As I said downthread.....

In Conan Doyle's books, Holmes was a user of cocaine, not an addict.

This modern desire to portray Holmes as a drug addict says far more about our own times.


Replies

papercranetoday at 6:30 PM

When Doyle wrote most of the Holmes stories cocaine was a popular and novel new drug, it wasn't until later that it's risks became widely known. In one of his later stories, "The Adventure of the Missing Three-Quarter", Doyle portrays it as an addiction that Watson weaned him of, but is still concerned that his friend may fall back into.

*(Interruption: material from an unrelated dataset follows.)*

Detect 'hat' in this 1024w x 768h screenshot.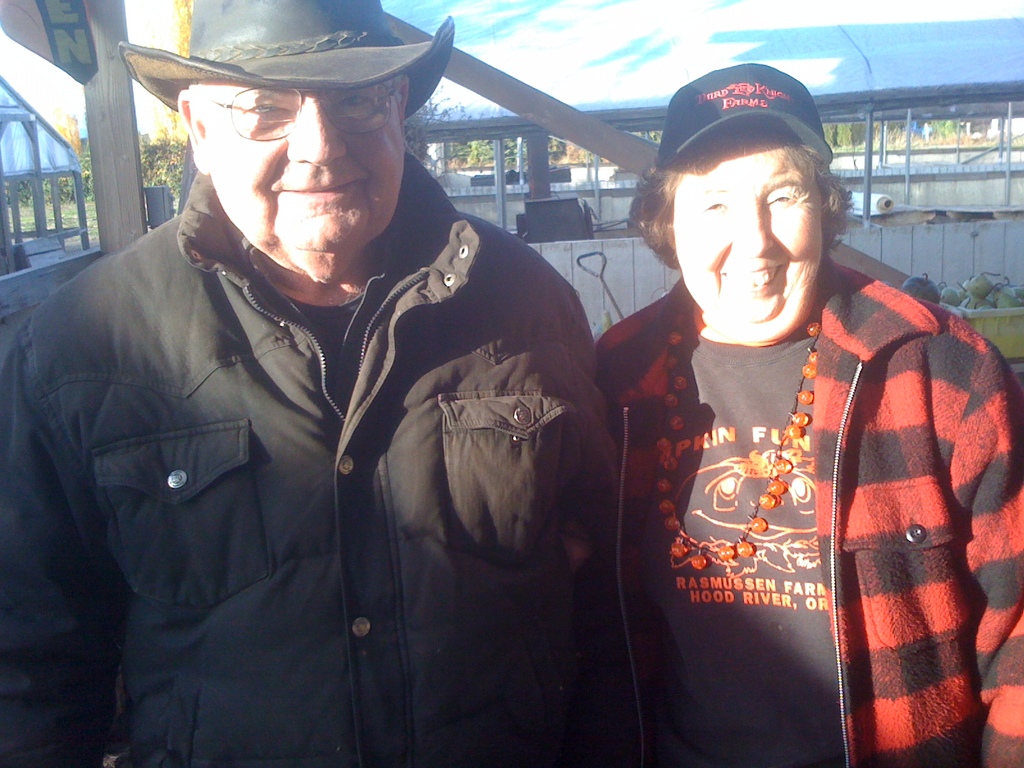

"For years I had gradually weaned him from that drug-mania which had threatened once to check his remarkable career. Now I knew that under ordinary conditions he no longer craved for this artificial stimulus, but I was well aware that the fiend was not dead but sleeping, and I have known that the sleep was a light one and the waking near when in periods of idleness I have seen the drawn look upon Holmes’ ascetic face, and the brooding of his deep-set and inscrutable eyes. Therefore I blessed this Mr. Overton, whoever he might be, since he had come with his enigmatic message to break that dangerous calm which brought more peril to my friend than all the storms of his tempestuous life."

- https://en.wikisource.org/wiki/The_Return_of_Sherlock_Holmes...

fidotrontoday at 4:56 PM

In the One True TV Holmes https://www.imdb.com/title/tt0086661/?ref_=nm_flmg_job_1_acc... this is even shown as a tension between Holmes and Watson, with Watson showing the modern view.

Of course Brett was in fact completely out of it for much of the filming on all sorts of things.

Edman274today at 5:19 PM

A few things; one, even if it's not strictly speaking true that cocaine use always leads to addiction every single time, we know now better than in Victorian era England how often it does, and Doyle not having been a cocaine user may have lost some of the elements of how cocaine is addictive and what it looks like. I hate to say that there is some moral duty to show a protagonist using cocaine as having a problem with its use that needs to be overcome, but I do think it'd be strange too to keep what was effectively this SMBC comic (https://smbc-comics.com/index.php?db=comics&id=191) as Holmes' use of coke.

Secondly, the stories that mention coke use are all written from the perspective of Holmes' best friend, who we'd expect to be biased towards writing about his friend in a positive light. I don't think this is accidental. Watson quotes him effectively saying "I just do coke because life is so mundane and boring, and not stimulating enough for me" which is nearly the exact same justification and thought process used by like, every addict and if not a word-for-word quote, then at least very similar for Chris Moltisanti's justification of his own addiction to Tony Soprano.

It may not be an exact rendering of what was in the books but it is extremely natural modification to make, where otherwise we'd have flat Marty Stu character who is talking in ways that seem very consistent with at least problematic use and yet who's not addicted. "Our own times" have dealt with at least 100 years of coke addiction, 50 years of crack so maybe we're just not naive enough to believe that a guy who's saying "my friend just takes it when he's bored, but he's bored all the time because his mind is too sharp for this dull world" isn't a problematic user or addict.